Posted on 07/14/2025 11:15:00 AM PDT by karpov
A mysterious fever gripped the nation in 2020. Some called it mass formation psychosis. Others called it hysteria. It was a result of three distinct events, as well as institutional responses designed to exploit existing societal tensions. Those three events were the Covid-19 pandemic, the death of George Floyd, and the impending re-election of Donald Trump. So much of what we were told by the authorities and the experts at that time has now been debunked.
But those who work in academia know that, as crazy as life was out in the “real world,” it was even crazier in the realm of higher education. Universities have long advanced and promoted left-wing ideas and intellectuals, and this has ensured that devout, doctrinaire leftists make up a large segment of professors and administrators. With so many campus radicals agitating for fundamental alterations, university life changed very quickly in 2020 and 2021.
The recent return to sane governance has already rolled back many of the most extreme policies imposed by campus activists during that time. But, to date, one particularly dangerous idea has not been decisively rejected. Specifically, that is the backwards belief that “students need teachers who look like them.”
To be fair, this idea isn’t new. It dates back at least 50 years. But, during the panic of that awful year 2020, this belief began to circulate in a new way, as an unquestionable, unassailable truth. By “unquestionable,” I don’t mean to suggest that there were no meaningful questions that needed to be addressed. There were many. Rather, I mean that you weren’t allowed to ask those questions. To do so was to announce yourself as a bigot. After all, everyone knows that students need teachers who look like them.
(Excerpt) Read more at jamesgmartin.center ...
The nuns didn’t look much like me.
If students need teachers who look like them, then it follows that white students need white professors. Strangely, though, the people who advocate for segregation in education believe precisely the opposite. White students, it seems, do not need teachers who look like them.
Proving you're not penguin...
Unlike Jerry Nadler.
Same here.
I dont want a teacher with a rainbow mohawk and a nose ring.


* Task:
Show every line of the data that includes the word "Bond".

* Data for review:
....
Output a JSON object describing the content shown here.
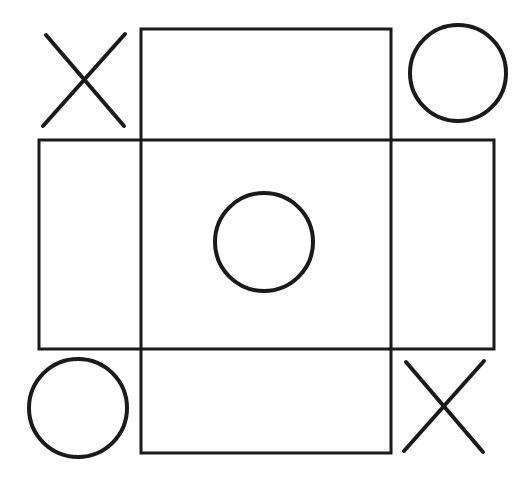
{
  "diagram": {
    "stroke_color": "#1a1a1a",
    "background": "#ffffff",
    "shapes": {
      "vertical_rect": {
        "x": 141,
        "y": 29,
        "w": 250,
        "h": 424
      },
      "horizontal_rect": {
        "x": 39,
        "y": 140,
        "w": 455,
        "h": 209
      }
    },
    "marks": [
      {
        "type": "X",
        "position": "top-left",
        "x1": 45,
        "y1": 34,
        "x2": 125,
        "y2": 126
      },
      {
        "type": "O",
        "position": "top-right",
        "cx": 458,
        "cy": 73,
        "r": 48
      },
      {
        "type": "O",
        "position": "center",
        "cx": 264,
        "cy": 242,
        "r": 49
      },
      {
        "type": "O",
        "position": "bottom-left",
        "cx": 78,
        "cy": 408,
        "r": 49
      },
      {
        "type": "X",
        "position": "bottom-right",
        "x1": 404,
        "y1": 361,
        "x2": 484,
        "y2": 451
      }
    ]
  }
}
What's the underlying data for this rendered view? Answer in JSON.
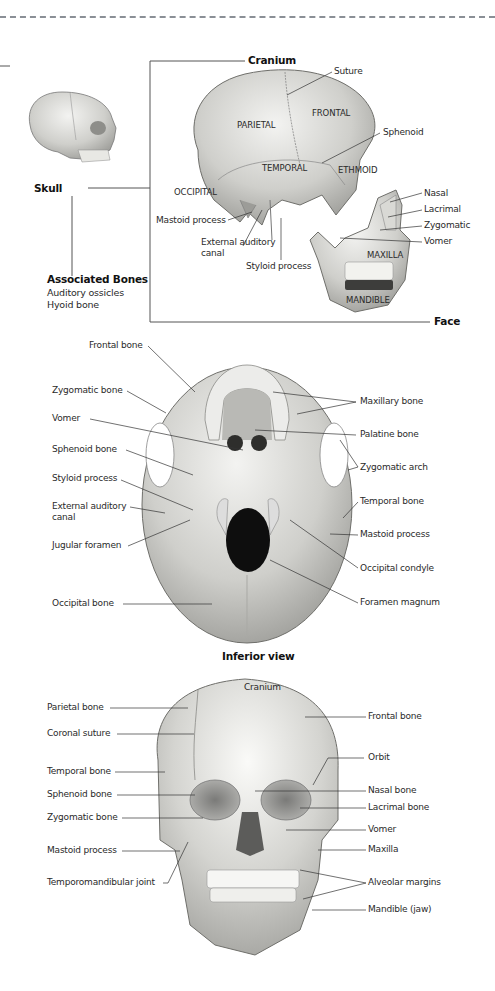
{
  "lateral_section": {
    "skull_label": "Skull",
    "cranium_label": "Cranium",
    "face_label": "Face",
    "associated": {
      "title": "Associated Bones",
      "items": [
        "Auditory ossicles",
        "Hyoid bone"
      ]
    },
    "cranial_bones": [
      "PARIETAL",
      "FRONTAL",
      "TEMPORAL",
      "ETHMOID",
      "OCCIPITAL"
    ],
    "callouts": {
      "suture": "Suture",
      "sphenoid": "Sphenoid",
      "mastoid": "Mastoid process",
      "external_auditory_1": "External auditory",
      "external_auditory_2": "canal",
      "styloid": "Styloid process"
    },
    "facial_bones": {
      "nasal": "Nasal",
      "lacrimal": "Lacrimal",
      "zygomatic": "Zygomatic",
      "vomer": "Vomer",
      "maxilla": "MAXILLA",
      "mandible": "MANDIBLE"
    }
  },
  "inferior_view": {
    "caption": "Inferior view",
    "left_labels": [
      "Frontal bone",
      "Zygomatic bone",
      "Vomer",
      "Sphenoid bone",
      "Styloid process",
      "External auditory",
      "canal",
      "Jugular foramen",
      "Occipital bone"
    ],
    "right_labels": [
      "Maxillary bone",
      "Palatine bone",
      "Zygomatic arch",
      "Temporal bone",
      "Mastoid process",
      "Occipital condyle",
      "Foramen magnum"
    ]
  },
  "anterior_view": {
    "cranium_label": "Cranium",
    "left_labels": [
      "Parietal bone",
      "Coronal suture",
      "Temporal bone",
      "Sphenoid bone",
      "Zygomatic bone",
      "Mastoid process",
      "Temporomandibular joint"
    ],
    "right_labels": [
      "Frontal bone",
      "Orbit",
      "Nasal bone",
      "Lacrimal bone",
      "Vomer",
      "Maxilla",
      "Alveolar margins",
      "Mandible (jaw)"
    ]
  },
  "colors": {
    "bone_light": "#e6e6e3",
    "bone_mid": "#bdbdb9",
    "bone_dark": "#8e8e8a",
    "leader_line": "#333333",
    "bracket": "#555555",
    "dashed_rule": "#8a8f96"
  }
}
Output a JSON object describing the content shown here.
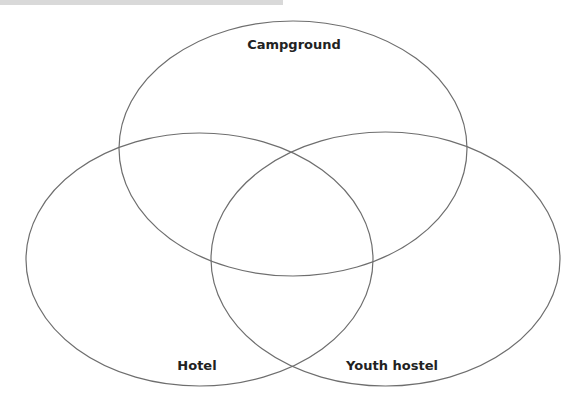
{
  "diagram": {
    "type": "venn",
    "stroke_color": "#6e6e6e",
    "background_color": "#ffffff",
    "top_bar_color": "#d9d9d9",
    "sets": [
      {
        "id": "campground",
        "label": "Campground",
        "ellipse": {
          "cx": 293,
          "cy": 148.5,
          "rx": 174,
          "ry": 127.5
        },
        "label_pos": {
          "x": 294,
          "y": 37
        }
      },
      {
        "id": "hotel",
        "label": "Hotel",
        "ellipse": {
          "cx": 199.5,
          "cy": 259.5,
          "rx": 173.5,
          "ry": 126.5
        },
        "label_pos": {
          "x": 197,
          "y": 358
        }
      },
      {
        "id": "youth-hostel",
        "label": "Youth hostel",
        "ellipse": {
          "cx": 385.5,
          "cy": 259,
          "rx": 174.5,
          "ry": 127
        },
        "label_pos": {
          "x": 392,
          "y": 358
        }
      }
    ]
  }
}
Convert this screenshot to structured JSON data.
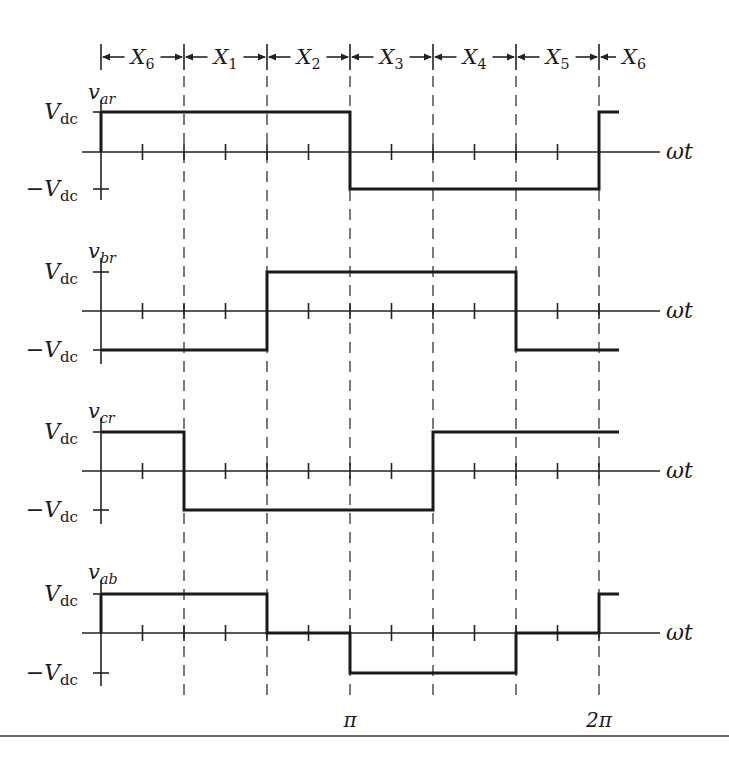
{
  "figure": {
    "interval_labels": [
      {
        "base": "X",
        "sub": "6"
      },
      {
        "base": "X",
        "sub": "1"
      },
      {
        "base": "X",
        "sub": "2"
      },
      {
        "base": "X",
        "sub": "3"
      },
      {
        "base": "X",
        "sub": "4"
      },
      {
        "base": "X",
        "sub": "5"
      },
      {
        "base": "X",
        "sub": "6"
      }
    ],
    "time_axis_label": "ωt",
    "x_tick_labels": [
      {
        "label": "π",
        "position": "pi"
      },
      {
        "label": "2π",
        "position": "2pi"
      }
    ],
    "level_labels": {
      "pos": {
        "base": "V",
        "sub": "dc"
      },
      "neg": {
        "prefix": "−",
        "base": "V",
        "sub": "dc"
      }
    },
    "plots": [
      {
        "name": "v_ar",
        "label": {
          "base": "v",
          "sub": "ar"
        },
        "levels_by_segment": [
          1,
          1,
          1,
          -1,
          -1,
          -1,
          1
        ]
      },
      {
        "name": "v_br",
        "label": {
          "base": "v",
          "sub": "br"
        },
        "levels_by_segment": [
          -1,
          -1,
          1,
          1,
          1,
          -1,
          -1
        ]
      },
      {
        "name": "v_cr",
        "label": {
          "base": "v",
          "sub": "cr"
        },
        "levels_by_segment": [
          1,
          -1,
          -1,
          -1,
          1,
          1,
          1
        ]
      },
      {
        "name": "v_ab",
        "label": {
          "base": "v",
          "sub": "ab"
        },
        "levels_by_segment": [
          1,
          1,
          0,
          -1,
          -1,
          0,
          1
        ]
      }
    ]
  }
}
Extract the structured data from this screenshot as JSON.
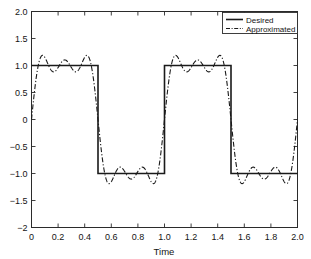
{
  "figure": {
    "background": "#ffffff",
    "axis_color": "#2b2b2b",
    "series_color": "#1a1a1a"
  },
  "chart_data": {
    "type": "line",
    "title": "",
    "xlabel": "Time",
    "ylabel": "",
    "xlim": [
      0,
      2.0
    ],
    "ylim": [
      -2,
      2.0
    ],
    "grid": false,
    "legend_position": "top-right",
    "xticks": [
      0,
      0.2,
      0.4,
      0.6,
      0.8,
      1.0,
      1.2,
      1.4,
      1.6,
      1.8,
      2.0
    ],
    "xtick_labels": [
      "0",
      "0.2",
      "0.4",
      "0.6",
      "0.8",
      "1.0",
      "1.2",
      "1.4",
      "1.6",
      "1.8",
      "2.0"
    ],
    "yticks": [
      2.0,
      1.5,
      1.0,
      0.5,
      0,
      -0.5,
      -1.0,
      -1.5,
      -2
    ],
    "ytick_labels": [
      "2.0",
      "1.5",
      "1.0",
      "0.5",
      "0",
      "-0.5",
      "-1.0",
      "-1.5",
      "-2"
    ],
    "series": [
      {
        "name": "Desired",
        "style": "solid",
        "width": 1.6,
        "color": "#1a1a1a",
        "description": "Square wave, period 1.0, amplitude 1, high on [0,0.5) and [1.0,1.5), low on [0.5,1.0) and [1.5,2.0]",
        "points": [
          [
            0.0,
            1.0
          ],
          [
            0.5,
            1.0
          ],
          [
            0.5,
            -1.0
          ],
          [
            1.0,
            -1.0
          ],
          [
            1.0,
            1.0
          ],
          [
            1.5,
            1.0
          ],
          [
            1.5,
            -1.0
          ],
          [
            2.0,
            -1.0
          ]
        ]
      },
      {
        "name": "Approximated",
        "style": "dashdot",
        "width": 1.1,
        "color": "#1a1a1a",
        "description": "Truncated Fourier sine series of the square wave (first 3 odd harmonics), showing Gibbs overshoot to about +/-1.4",
        "harmonics": [
          {
            "n": 1,
            "amplitude": 1.2732
          },
          {
            "n": 3,
            "amplitude": 0.4244
          },
          {
            "n": 5,
            "amplitude": 0.2546
          }
        ],
        "fundamental_period": 1.0,
        "key_points": [
          [
            0.0,
            -0.4
          ],
          [
            0.05,
            0.25
          ],
          [
            0.1,
            0.75
          ],
          [
            0.15,
            0.99
          ],
          [
            0.2,
            0.95
          ],
          [
            0.25,
            0.85
          ],
          [
            0.3,
            0.94
          ],
          [
            0.35,
            1.22
          ],
          [
            0.4,
            1.4
          ],
          [
            0.45,
            1.27
          ],
          [
            0.5,
            0.0
          ],
          [
            0.55,
            -1.27
          ],
          [
            0.6,
            -1.4
          ],
          [
            0.65,
            -1.22
          ],
          [
            0.7,
            -0.94
          ],
          [
            0.75,
            -0.85
          ],
          [
            0.8,
            -0.95
          ],
          [
            0.85,
            -0.99
          ],
          [
            0.9,
            -1.4
          ],
          [
            0.95,
            -1.1
          ],
          [
            1.0,
            0.0
          ],
          [
            1.05,
            0.6
          ],
          [
            1.1,
            0.95
          ],
          [
            1.15,
            1.02
          ],
          [
            1.2,
            0.86
          ],
          [
            1.25,
            0.8
          ],
          [
            1.3,
            0.95
          ],
          [
            1.35,
            1.24
          ],
          [
            1.4,
            1.41
          ],
          [
            1.45,
            1.22
          ],
          [
            1.5,
            0.0
          ],
          [
            1.55,
            -1.22
          ],
          [
            1.6,
            -1.41
          ],
          [
            1.65,
            -1.0
          ],
          [
            1.7,
            -0.88
          ],
          [
            1.75,
            -0.8
          ],
          [
            1.8,
            -0.95
          ],
          [
            1.85,
            -1.1
          ],
          [
            1.9,
            -1.4
          ],
          [
            1.95,
            -1.05
          ],
          [
            2.0,
            -0.4
          ]
        ]
      }
    ],
    "annotations": []
  },
  "legend": {
    "entries": [
      {
        "label": "Desired",
        "style": "solid"
      },
      {
        "label": "Approximated",
        "style": "dashdot"
      }
    ]
  }
}
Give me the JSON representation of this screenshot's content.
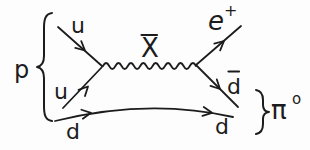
{
  "diagram": {
    "kind": "feynman-diagram",
    "labels": {
      "proton": "p",
      "up_quark_top": "u",
      "up_quark_bottom": "u",
      "down_quark_in": "d",
      "x_boson": "X",
      "positron": "e",
      "positron_charge": "+",
      "anti_down_quark": "d",
      "down_quark_out": "d",
      "pion": "π",
      "pion_superscript": "o"
    },
    "overbars": [
      "x_boson",
      "anti_down_quark"
    ],
    "colors": {
      "stroke": "#1c1c1c",
      "background": "#fdfdfd"
    }
  }
}
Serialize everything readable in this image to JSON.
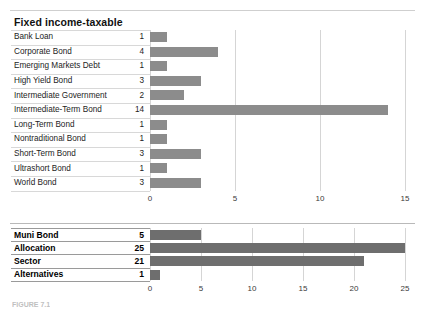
{
  "figure": {
    "title": "Fixed income-taxable",
    "caption": "FIGURE 7.1"
  },
  "chart_data": [
    {
      "id": "fixed-income-taxable",
      "type": "bar",
      "orientation": "horizontal",
      "title": "Fixed income-taxable",
      "xlabel": "",
      "ylabel": "",
      "xlim": [
        0,
        15
      ],
      "xticks": [
        0,
        5,
        10,
        15
      ],
      "xtick_labels": [
        "0",
        "5",
        "10",
        "15"
      ],
      "grid": true,
      "legend": false,
      "bar_color": "#8c8c8c",
      "categories": [
        "Bank Loan",
        "Corporate Bond",
        "Emerging Markets Debt",
        "High Yield Bond",
        "Intermediate Government",
        "Intermediate-Term Bond",
        "Long-Term Bond",
        "Nontraditional Bond",
        "Short-Term Bond",
        "Ultrashort Bond",
        "World Bond"
      ],
      "values": [
        1,
        4,
        1,
        3,
        2,
        14,
        1,
        1,
        3,
        1,
        3
      ],
      "value_labels": [
        "1",
        "4",
        "1",
        "3",
        "2",
        "14",
        "1",
        "1",
        "3",
        "1",
        "3"
      ]
    },
    {
      "id": "other-categories",
      "type": "bar",
      "orientation": "horizontal",
      "title": "",
      "xlabel": "",
      "ylabel": "",
      "xlim": [
        0,
        25
      ],
      "xticks": [
        0,
        5,
        10,
        15,
        20,
        25
      ],
      "xtick_labels": [
        "0",
        "5",
        "10",
        "15",
        "20",
        "25"
      ],
      "grid": true,
      "legend": false,
      "bar_color": "#6e6e6e",
      "categories": [
        "Muni Bond",
        "Allocation",
        "Sector",
        "Alternatives"
      ],
      "values": [
        5,
        25,
        21,
        1
      ],
      "value_labels": [
        "5",
        "25",
        "21",
        "1"
      ]
    }
  ]
}
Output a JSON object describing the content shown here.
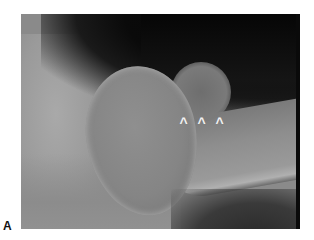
{
  "figure": {
    "panel_label": "A",
    "arrowheads": [
      {
        "glyph": "^",
        "x": 181,
        "y": 124
      },
      {
        "glyph": "^",
        "x": 198,
        "y": 124
      },
      {
        "glyph": "^",
        "x": 216,
        "y": 124
      }
    ]
  }
}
....
* Response to the task:
        "Corporate Bond",
        "High Yield Bond",
        "Intermediate-Term Bond",
        "Long-Term Bond",
        "Nontraditional Bond",
        "Short-Term Bond",
        "Ultrashort Bond",
        "World Bond"
        "Muni Bond",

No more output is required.